We live in a world in which endocrine disruption–the disruption of endocrine gland function–is a growing health threat.
Endocrine disruption can take many forms. It can take the form of thyroid disease provoked by industrial chemicals, such as perchlorates, the residues of synthetic fertilizers in produce. Or it could be provoked by the polybrominated dipheyl ethers flame retardants in your carpeting. Or it could be the triclosan in your antibacterial soap and hand sanitizer. It can also take the form of causing young girls to experience menstrual cycles and breast growth prematurely due to exposure to estrogens in commercial dairy products, herbicides, and plastics. It could involve disruption of pituitary gland function from the head trauma of a car accident.
Wheat and, to a lesser extent, other grains exert their own form of glandular disruption. Among the ways that the muffin you had for breakfast or the pizza and beer you had last Friday can disrupt your endocrine gland function are:
- Gliadin-induced autoimmunity–When gliadin remains undigested in the human gastrointestinal tract (as it often does), it increases intestinal permeability via a cholera toxin-like mechanism worked out by Dr. Alessio Fasano and colleagues. This is a first step in triggering autoimmunity, such as Hashimoto’s thyroiditis that impairs thyroid function, or autoimmune adrenal cortical destruction leading to impaired cortisol release, or the destruction of pancreatic beta cells that leads to type 1 diabetes.

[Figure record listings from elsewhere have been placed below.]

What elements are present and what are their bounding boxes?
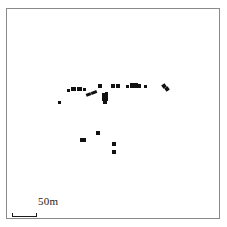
site-feature — [111, 84, 115, 88]
site-feature — [138, 84, 141, 88]
site-feature — [96, 131, 100, 135]
site-feature — [130, 83, 134, 88]
site-feature — [126, 85, 129, 88]
feature-group-south-cluster — [80, 131, 116, 154]
site-feature — [86, 92, 92, 97]
site-features-layer — [7, 9, 221, 220]
site-feature — [80, 138, 86, 142]
site-feature — [116, 84, 120, 88]
plot-area — [7, 9, 219, 218]
feature-group-east-cluster — [126, 83, 147, 88]
site-feature — [112, 150, 116, 154]
site-plan-figure: 50m — [0, 0, 227, 227]
feature-group-far-east-outlier — [161, 83, 170, 92]
site-feature — [58, 101, 61, 104]
site-feature — [77, 87, 82, 91]
site-feature — [91, 90, 98, 95]
site-feature — [98, 84, 102, 88]
site-feature — [105, 92, 108, 99]
site-feature — [134, 83, 138, 88]
feature-group-central-cluster — [98, 84, 108, 104]
feature-group-west-outlier — [58, 101, 61, 104]
site-feature — [83, 88, 86, 91]
scale-bar-graphic — [12, 208, 52, 218]
site-feature — [67, 89, 70, 92]
scale-bar: 50m — [12, 196, 82, 220]
site-feature — [112, 142, 116, 146]
map-border — [6, 8, 220, 219]
feature-group-west-cluster — [67, 87, 97, 97]
site-feature — [103, 100, 107, 104]
scale-bar-label: 50m — [38, 195, 58, 207]
site-feature — [144, 85, 147, 88]
feature-group-east-central-pair — [111, 84, 120, 88]
site-feature — [71, 87, 76, 91]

- Grains disrupt bowel flora–Gliadin, gliadin-derived peptides, wheat germ agglutinin, and the various allergenic proteins in grains, especially wheat, disrupt bowel health, part of which are changes in the composition of bowel flora. Should healthy Lactobacillus and Bifidobacteria species suffer and allow unhealthy strains, such as E. coli, Campylobacter, and C. difficile to emerge, intestinal leak develops and adds to potential for inflammation and autoimmune destruction of glandular tissue.

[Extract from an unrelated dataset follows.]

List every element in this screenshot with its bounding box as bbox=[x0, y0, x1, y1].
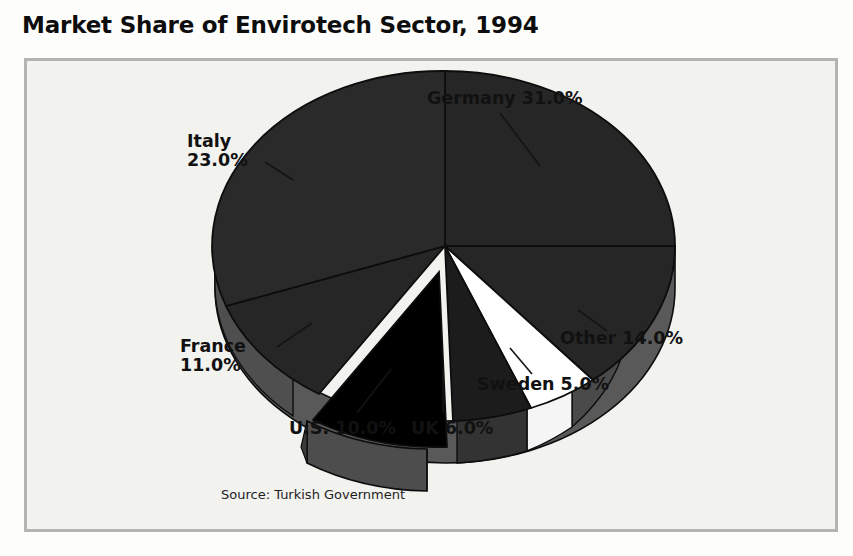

- Wheat germ agglutinin and insulin mimicry–Wheat germ agglutinin, or WGA, the protective lectin protein of wheat, rye, barley, and rice, mimics insulin, thereby adding to the effects of high insulin that include blocking fatty acid mobilization for weight loss.
- Wheat germ agglutinin and blocked cholecystokinin function–WGA blocks cholecystokinin, or CCK, responsible for stimulating the gallbladder to release bile and the pancreas to release pancreatic enzymes. This results in bile stasis and gallstones, impaired digestion with resultant indigestion, bowel urgency, and dysbiosis.

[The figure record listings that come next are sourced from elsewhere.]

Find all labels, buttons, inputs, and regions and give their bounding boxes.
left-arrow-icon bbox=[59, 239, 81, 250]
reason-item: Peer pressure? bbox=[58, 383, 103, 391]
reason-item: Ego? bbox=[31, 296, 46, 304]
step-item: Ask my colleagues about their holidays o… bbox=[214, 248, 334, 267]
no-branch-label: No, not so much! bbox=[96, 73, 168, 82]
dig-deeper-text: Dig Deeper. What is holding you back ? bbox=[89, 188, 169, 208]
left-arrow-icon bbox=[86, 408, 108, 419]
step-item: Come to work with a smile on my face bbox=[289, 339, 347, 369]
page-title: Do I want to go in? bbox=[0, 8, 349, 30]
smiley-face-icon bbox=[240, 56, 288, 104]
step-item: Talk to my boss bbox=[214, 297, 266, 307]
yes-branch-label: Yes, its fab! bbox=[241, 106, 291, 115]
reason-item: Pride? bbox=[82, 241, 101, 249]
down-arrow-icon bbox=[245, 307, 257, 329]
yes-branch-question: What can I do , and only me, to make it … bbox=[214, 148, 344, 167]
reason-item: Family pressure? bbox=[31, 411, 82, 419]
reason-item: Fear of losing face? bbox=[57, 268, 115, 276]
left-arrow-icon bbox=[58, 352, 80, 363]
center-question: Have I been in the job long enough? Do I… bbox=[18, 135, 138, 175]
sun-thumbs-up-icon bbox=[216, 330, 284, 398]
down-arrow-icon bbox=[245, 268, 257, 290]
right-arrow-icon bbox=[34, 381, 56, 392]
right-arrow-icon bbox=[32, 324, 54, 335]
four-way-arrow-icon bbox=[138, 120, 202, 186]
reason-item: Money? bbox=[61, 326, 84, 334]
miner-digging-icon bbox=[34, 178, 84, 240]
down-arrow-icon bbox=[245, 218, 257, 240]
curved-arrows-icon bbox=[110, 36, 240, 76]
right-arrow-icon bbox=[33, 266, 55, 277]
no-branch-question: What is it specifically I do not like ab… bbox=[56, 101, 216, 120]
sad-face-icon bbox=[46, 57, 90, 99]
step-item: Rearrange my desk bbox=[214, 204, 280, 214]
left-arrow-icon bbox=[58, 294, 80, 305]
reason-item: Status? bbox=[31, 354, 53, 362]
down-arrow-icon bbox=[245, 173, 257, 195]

- Wheat germ agglutinin and blocked leptin–WGA blocks the hormone of satiety, leptin, in effect not providing the “stop eating” signal after a meal.
Should the visceral fat of a “wheat belly” be part of the grain-consuming picture, then even other endocrine gland disruptive effects develop, including enhanced aromatase enzyme conversion of testosterone to estrogen that impair fertility, reduce libido, and grow man breasts in males, increase breast cancer risk in females; increased inflammation that blocks cortisol action at various organs, so-called “glucocorticoid resistance”; disrupted hypothalamic and pituitary hormone signaling at various organs that has potential to disrupt every hormonal pathway in the body.
These are far from uncommon effects. In total, they affect, to various degrees, the majority of people who were persuaded that humans could include the seeds of grasses, AKA “grains,” in their diet and remain healthy. Eat more “healthy whole grains” and you risk disruption of the endocrine gland system and all its peculiar health consequences.